§ **Work order**: What is needed is the whole of the data, set down exactly.

________________________________________

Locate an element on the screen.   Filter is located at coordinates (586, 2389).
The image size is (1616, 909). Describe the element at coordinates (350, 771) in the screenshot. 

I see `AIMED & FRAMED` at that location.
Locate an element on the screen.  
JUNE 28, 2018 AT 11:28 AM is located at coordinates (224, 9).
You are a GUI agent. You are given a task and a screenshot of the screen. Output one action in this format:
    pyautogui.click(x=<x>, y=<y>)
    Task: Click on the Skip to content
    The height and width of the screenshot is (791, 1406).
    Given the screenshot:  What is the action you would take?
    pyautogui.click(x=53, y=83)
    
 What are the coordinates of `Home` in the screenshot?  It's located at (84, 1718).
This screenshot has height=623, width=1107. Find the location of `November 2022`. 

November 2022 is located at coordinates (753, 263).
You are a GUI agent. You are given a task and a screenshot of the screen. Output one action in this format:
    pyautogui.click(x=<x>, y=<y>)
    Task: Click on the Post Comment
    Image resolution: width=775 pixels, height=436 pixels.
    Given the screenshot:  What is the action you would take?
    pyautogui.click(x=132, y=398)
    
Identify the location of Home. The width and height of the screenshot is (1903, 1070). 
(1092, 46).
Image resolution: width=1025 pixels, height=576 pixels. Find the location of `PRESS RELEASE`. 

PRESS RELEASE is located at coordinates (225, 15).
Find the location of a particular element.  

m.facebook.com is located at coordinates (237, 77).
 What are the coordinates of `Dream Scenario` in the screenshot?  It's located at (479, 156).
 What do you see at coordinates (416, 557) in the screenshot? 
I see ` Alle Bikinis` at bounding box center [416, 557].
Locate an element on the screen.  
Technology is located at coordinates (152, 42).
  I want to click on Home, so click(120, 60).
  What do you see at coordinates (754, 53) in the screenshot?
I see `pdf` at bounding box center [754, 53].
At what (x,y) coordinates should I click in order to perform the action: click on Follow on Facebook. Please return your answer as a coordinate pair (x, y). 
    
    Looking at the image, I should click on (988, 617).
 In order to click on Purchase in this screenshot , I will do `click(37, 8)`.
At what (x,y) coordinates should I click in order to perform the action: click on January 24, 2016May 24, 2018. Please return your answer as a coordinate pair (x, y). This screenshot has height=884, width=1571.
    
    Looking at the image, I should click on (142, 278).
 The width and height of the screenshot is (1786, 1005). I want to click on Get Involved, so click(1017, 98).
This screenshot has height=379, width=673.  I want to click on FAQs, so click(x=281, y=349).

________________________________________

§ **Task answer**:
Locate an element on the screen.   Filter is located at coordinates (586, 2389).
The image size is (1616, 909). Describe the element at coordinates (350, 771) in the screenshot. 

I see `AIMED & FRAMED` at that location.
Locate an element on the screen.  
JUNE 28, 2018 AT 11:28 AM is located at coordinates (224, 9).
You are a GUI agent. You are given a task and a screenshot of the screen. Output one action in this format:
    pyautogui.click(x=<x>, y=<y>)
    Task: Click on the Skip to content
    The height and width of the screenshot is (791, 1406).
    Given the screenshot:  What is the action you would take?
    pyautogui.click(x=53, y=83)
    
 What are the coordinates of `Home` in the screenshot?  It's located at (84, 1718).
This screenshot has height=623, width=1107. Find the location of `November 2022`. 

November 2022 is located at coordinates (753, 263).
You are a GUI agent. You are given a task and a screenshot of the screen. Output one action in this format:
    pyautogui.click(x=<x>, y=<y>)
    Task: Click on the Post Comment
    Image resolution: width=775 pixels, height=436 pixels.
    Given the screenshot:  What is the action you would take?
    pyautogui.click(x=132, y=398)
    
Identify the location of Home. The width and height of the screenshot is (1903, 1070). 
(1092, 46).
Image resolution: width=1025 pixels, height=576 pixels. Find the location of `PRESS RELEASE`. 

PRESS RELEASE is located at coordinates (225, 15).
Find the location of a particular element.  

m.facebook.com is located at coordinates (237, 77).
 What are the coordinates of `Dream Scenario` in the screenshot?  It's located at (479, 156).
 What do you see at coordinates (416, 557) in the screenshot? 
I see ` Alle Bikinis` at bounding box center [416, 557].
Locate an element on the screen.  
Technology is located at coordinates (152, 42).
  I want to click on Home, so click(120, 60).
  What do you see at coordinates (754, 53) in the screenshot?
I see `pdf` at bounding box center [754, 53].
At what (x,y) coordinates should I click in order to perform the action: click on Follow on Facebook. Please return your answer as a coordinate pair (x, y). 
    
    Looking at the image, I should click on (988, 617).
 In order to click on Purchase in this screenshot , I will do `click(37, 8)`.
At what (x,y) coordinates should I click in order to perform the action: click on January 24, 2016May 24, 2018. Please return your answer as a coordinate pair (x, y). This screenshot has height=884, width=1571.
    
    Looking at the image, I should click on (142, 278).
 The width and height of the screenshot is (1786, 1005). I want to click on Get Involved, so click(1017, 98).
This screenshot has height=379, width=673.  I want to click on FAQs, so click(x=281, y=349).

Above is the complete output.